Kansas City Star beat writer Sam Mellinger churns out a brutally honest assessment for those of us who remember the ’90s: we are witnessing the declining Arrowhead experience.  It’s a great piece of journalism that deserves credit for soberly addressing the situation that’s starting to plague Arrowhead Stadium, and getting worse year after year.

His entire article is very well done, please read it.  It feels unfair to even quote part of it, because it’s all so essential, but here’s a couple of the most devastating quips:

"Prices continue to rise even through a brutal economy. Struggling fans are literally asked to pay more with less — when there’s more to experience than every before by paying nothing.Using the Team Marketing Report numbers, going to 10 games at Arrowhead Stadium would cost more than $3,500 for a family of four.For tha tmoney, you can buy a 42-inch LCD television with surround sound, three leather home theater seats, the Sunday Ticket package to watch every game, and still have nearly $150 per week to sp end on beer and food.Which one sounds like the better deal?"

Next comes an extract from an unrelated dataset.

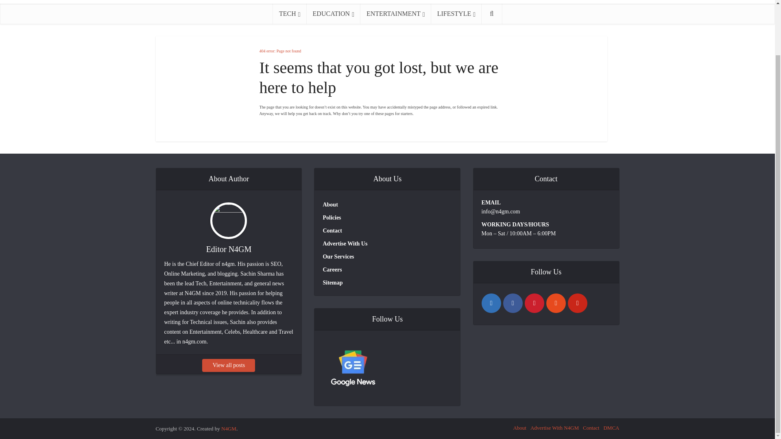 The width and height of the screenshot is (781, 439). What do you see at coordinates (290, 14) in the screenshot?
I see `TECH` at bounding box center [290, 14].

Mellinger’s point is well-taken, evidenced by the pathetic rows of empty yellow and orange seats in the upper decks, and the fact that the Chiefs won the AFC West and had players that were among league leaders in sacks, touchdown receptions, and rushing yards — yet only sold 200 more tickets per game than in 2009.

Football teams are going through the same crunch that movie theaters are experiencing: as prices soar at these events (30% above inflation, according to Mellinger!), as does home technology, and this trend seems to doom the Arrowhead experience in the future unless something dramatic changes.

More thoughts on this, after the jump.

What games can we truly say the Chiefs have knocked out of the park with the Arrowhead Stadium experience in the past five years?

Only two games that I can think of — the Broncos Thanksgiving game in 2006 and the Chargers MNF game last year.  Despite all the setbacks — weather, high prices, parking, all that junk.  And yet the crowd turned out and got the place rocking.

Certainly the Chiefs can get away with all their prices — which for some reason, have risen along with the league average — when the games are big.  But they should not be at the league average.  This is one of the smallest markets in the NFL.  The fan experience is really all this franchise has to make money for itself that doesn’t get spread out among the other franchises in the league. 

Training Camp in St. Joseph was a good start, but Training Camp needs to be much closer to Kansas City to involve the city more — who are going to be most of the people coming out to watch the team play.

The in-stadium technology needs to be radically redone — as Mellinger alluded, the Cowboys have two massive screens in their stadium to compete with any IMAX theater.  The screens in Arrowhead are small, replay only bits and pieces of the game (they never replay good plays by the other team — c’mon! other teams make great plays, too!).

The 2010 stadium “renovations” were largely focused in the top-dollar suites.  That’s fine by me; the stadium needs to be able to entertain guests of any caliber, including the highest possible that are going to pay their patrons the biggest sums of cash.  But the yellow seats have become pathetic during the Denny Thum era — let average fans in there.  Price them the same as the rest of the stadium, maybe even marginally higher.  It enhances the box seat experience to be surrounded by the mayhem of  Arrowhead, but ensconsed safely behind the window.

The Chiefs do parking completely backwards.  The pregame tailgating experience is THE DRAW to Arrowhead.  If you invite more people to the pregame tailgating party, you’re going to get better attendance.  That is the big bad secret of Carl Peterson.  As it stands, parking skyrockets every year despite dwindling returns on tickets.  Parking shot up $5 this year, for instance.  That cuts down on people coming to tailgate, and people coming to games increases as a result.

What thoughts do you guys have?  Help me save Arrowhead.